But where love is necessary we pray for our enemies and bless them in the hope that God will repent and convert them to the Gospel.
Love Does Not Curse, But Faith Does
Why does Jesus curse His accusers (Psalm 109:20), but say, “bless those who curse you, do good to those who hate you”? (Matthew 5:44) Jesus did not curse anyone from the cross. Instead, He prayed for everyone who cursed Him, slandered, mocked, and spit on Him. Does God contradict Himself? No. The answer, as Dr. Luther writes, is that: “Love does not curse or take vengeance, but faith does.”
What Dr. Luther means is that in matters having to do with God—God as He is not preached, revealed, and worshipped in Christ Jesus—there is only wrath, vengeance, cursing, and horrible judgment. In Christ Jesus—God as He wills to be preached, revealed, and worshipped—there is only forgiveness, life, and eternal salvation, and no curses or judgments because in relation to our Savior we are justified by His grace through faith.
Since faith must preach the Gospel, the backspin of the Gospel is cursing false gospels. Anything that deprives faith of Christ suffering and dead for sinners must not be allowed to stand. In this way then, in His ministry, Jesus was always opposed by those who preferred a “better” gospel than the powerless, foolish message of good news Jesus claimed to deliver on His Father’s behalf. The religious leaders tried to silence the Gospel, claiming it was powerless and ineffective, lawless and immoral. As a consequence, Jesus condemned them with the harshest words, even referring to the Jewish religious leaders as “sons of Satan.” In this way, Jesus shows us that when the Gospel is attacked, we Christians must pray for God’s vengeance to fall on anybody who attempts to obstruct or destroy the Good News about Christ Jesus.
Out of Love for Our Neighbors
On the other hand, for the sake of love, we should never avenge ourselves for what is an attack on the Gospel. Instead, we are taught to love our enemy, pray for their conversion, and to protect and defend their name and reputation. Similarly, we Christians in our vocations may judge and condemn a murderer to death for his crime, but not to satisfy our need for justice. We do this out of love for our neighbors and to protect them in such a way that they are freed to hear and learn the Gospel. Then, as Dr. Luther writes, “it is the same as if God had done it, because His ordinance is doing it.”
But where love is necessary we pray for our enemies and bless them in the hope that God will repent and convert them to the Gospel.
So far as faith is concerned attacks on the Gospel call for us to curse and judge its accusers, just as Elisha (2 Kings 2:24), Zechariah (Zechariah 3:2), and Paul (Acts 23:3) show us. Not for our sake, however, but for God’s sake, for the sake of saving faith. These “curses of faith,” as Dr. Luther refers to them, do not stand silent, but prays against the enemies of the Gospel that God’s furious anger may shut them up and carry them away in a flood of condemnation. It is thus permitted for us Christians to curse the enemies of the Gospel, but not those who attack us for personal reasons.
We Christians are taught to follow the example of Savior Jesus and all His saints, cursing and blessing in God’s Name, applying Law and Gospel like a doctor who applies medicine to a stubborn, diseased patient with threats of suffering and death, while treating another desperately ill patient with medicine that heals him in an instant. Therefore, where faith is in charge we Christians curse and condemn the enemies of the Gospel. But where love is necessary we pray for our enemies and bless them in the hope that God will repent and convert them to the Gospel. Or, as Dr. Luther liked to say, “In matters of faith, we yield nothing. In matters of love, we give up everything.”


» Work to complete
Ignoring the pictures, copy the data exactly.

─── Provided material ───

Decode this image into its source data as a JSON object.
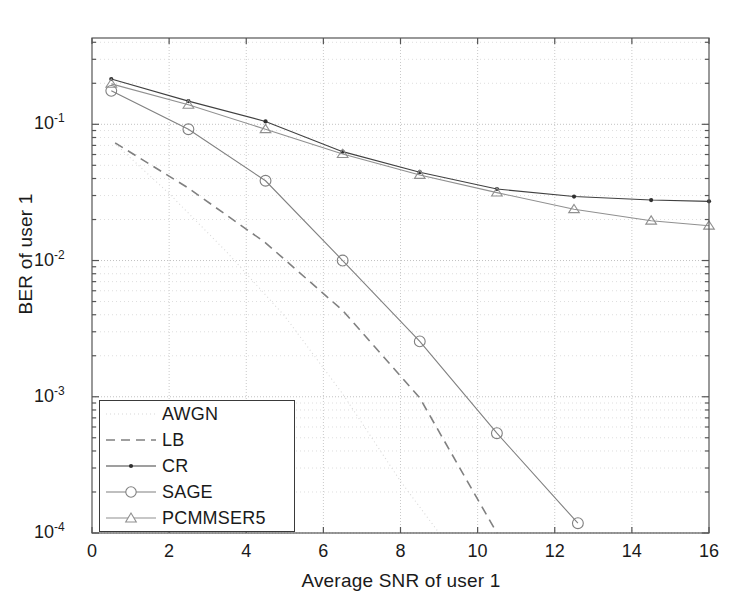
{
  "chart_data": {
    "type": "line",
    "title": "",
    "xlabel": "Average SNR of user 1",
    "ylabel": "BER of user 1",
    "xlim": [
      0,
      16
    ],
    "ylim": [
      0.0001,
      0.43
    ],
    "yscale": "log",
    "xticks": [
      0,
      2,
      4,
      6,
      8,
      10,
      12,
      14,
      16
    ],
    "xtick_labels": [
      "0",
      "2",
      "4",
      "6",
      "8",
      "10",
      "12",
      "14",
      "16"
    ],
    "yticks": [
      0.1,
      0.01,
      0.001,
      0.0001
    ],
    "ytick_labels": [
      "10",
      "10",
      "10",
      "10"
    ],
    "ytick_exponents": [
      "-1",
      "-2",
      "-3",
      "-4"
    ],
    "grid": true,
    "grid_style": "dotted",
    "legend_position": "lower left",
    "series": [
      {
        "name": "AWGN",
        "style": "dotted",
        "marker": "none",
        "color": "#d8d8d8",
        "x": [
          0.6,
          2.0,
          3.5,
          5.0,
          6.5,
          8.0,
          9.0
        ],
        "y": [
          0.072,
          0.031,
          0.0115,
          0.0039,
          0.00105,
          0.00024,
          0.0001
        ]
      },
      {
        "name": "LB",
        "style": "dashed",
        "marker": "none",
        "color": "#808080",
        "x": [
          0.6,
          2.5,
          4.5,
          6.5,
          8.5,
          10.5
        ],
        "y": [
          0.073,
          0.034,
          0.0135,
          0.0043,
          0.00098,
          0.0001
        ]
      },
      {
        "name": "CR",
        "style": "solid",
        "marker": "dot",
        "color": "#404040",
        "x": [
          0.5,
          2.5,
          4.5,
          6.5,
          8.5,
          10.5,
          12.5,
          14.5,
          16.0
        ],
        "y": [
          0.215,
          0.148,
          0.105,
          0.063,
          0.0445,
          0.0335,
          0.0295,
          0.0278,
          0.0272
        ]
      },
      {
        "name": "SAGE",
        "style": "solid",
        "marker": "circle",
        "color": "#808080",
        "x": [
          0.5,
          2.5,
          4.5,
          6.5,
          8.5,
          10.5,
          12.6
        ],
        "y": [
          0.176,
          0.092,
          0.0385,
          0.01,
          0.00255,
          0.00054,
          0.000118
        ]
      },
      {
        "name": "PCMMSER5",
        "style": "solid",
        "marker": "triangle",
        "color": "#909090",
        "x": [
          0.5,
          2.5,
          4.5,
          6.5,
          8.5,
          10.5,
          12.5,
          14.5,
          16.0
        ],
        "y": [
          0.198,
          0.139,
          0.092,
          0.0605,
          0.0425,
          0.0315,
          0.0238,
          0.0196,
          0.018
        ]
      }
    ]
  },
  "legend": {
    "items": [
      {
        "label": "AWGN"
      },
      {
        "label": "LB"
      },
      {
        "label": "CR"
      },
      {
        "label": "SAGE"
      },
      {
        "label": "PCMMSER5"
      }
    ]
  },
  "axes": {
    "x_title": "Average SNR of user 1",
    "y_title": "BER of user 1"
  }
}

───

» Your solution
Decode this image into its source data as a JSON object.
{
  "chart_data": {
    "type": "line",
    "title": "",
    "xlabel": "Average SNR of user 1",
    "ylabel": "BER of user 1",
    "xlim": [
      0,
      16
    ],
    "ylim": [
      0.0001,
      0.43
    ],
    "yscale": "log",
    "xticks": [
      0,
      2,
      4,
      6,
      8,
      10,
      12,
      14,
      16
    ],
    "xtick_labels": [
      "0",
      "2",
      "4",
      "6",
      "8",
      "10",
      "12",
      "14",
      "16"
    ],
    "yticks": [
      0.1,
      0.01,
      0.001,
      0.0001
    ],
    "ytick_labels": [
      "10",
      "10",
      "10",
      "10"
    ],
    "ytick_exponents": [
      "-1",
      "-2",
      "-3",
      "-4"
    ],
    "grid": true,
    "grid_style": "dotted",
    "legend_position": "lower left",
    "series": [
      {
        "name": "AWGN",
        "style": "dotted",
        "marker": "none",
        "color": "#d8d8d8",
        "x": [
          0.6,
          2.0,
          3.5,
          5.0,
          6.5,
          8.0,
          9.0
        ],
        "y": [
          0.072,
          0.031,
          0.0115,
          0.0039,
          0.00105,
          0.00024,
          0.0001
        ]
      },
      {
        "name": "LB",
        "style": "dashed",
        "marker": "none",
        "color": "#808080",
        "x": [
          0.6,
          2.5,
          4.5,
          6.5,
          8.5,
          10.5
        ],
        "y": [
          0.073,
          0.034,
          0.0135,
          0.0043,
          0.00098,
          0.0001
        ]
      },
      {
        "name": "CR",
        "style": "solid",
        "marker": "dot",
        "color": "#404040",
        "x": [
          0.5,
          2.5,
          4.5,
          6.5,
          8.5,
          10.5,
          12.5,
          14.5,
          16.0
        ],
        "y": [
          0.215,
          0.148,
          0.105,
          0.063,
          0.0445,
          0.0335,
          0.0295,
          0.0278,
          0.0272
        ]
      },
      {
        "name": "SAGE",
        "style": "solid",
        "marker": "circle",
        "color": "#808080",
        "x": [
          0.5,
          2.5,
          4.5,
          6.5,
          8.5,
          10.5,
          12.6
        ],
        "y": [
          0.176,
          0.092,
          0.0385,
          0.01,
          0.00255,
          0.00054,
          0.000118
        ]
      },
      {
        "name": "PCMMSER5",
        "style": "solid",
        "marker": "triangle",
        "color": "#909090",
        "x": [
          0.5,
          2.5,
          4.5,
          6.5,
          8.5,
          10.5,
          12.5,
          14.5,
          16.0
        ],
        "y": [
          0.198,
          0.139,
          0.092,
          0.0605,
          0.0425,
          0.0315,
          0.0238,
          0.0196,
          0.018
        ]
      }
    ]
  },
  "legend": {
    "items": [
      {
        "label": "AWGN"
      },
      {
        "label": "LB"
      },
      {
        "label": "CR"
      },
      {
        "label": "SAGE"
      },
      {
        "label": "PCMMSER5"
      }
    ]
  },
  "axes": {
    "x_title": "Average SNR of user 1",
    "y_title": "BER of user 1"
  }
}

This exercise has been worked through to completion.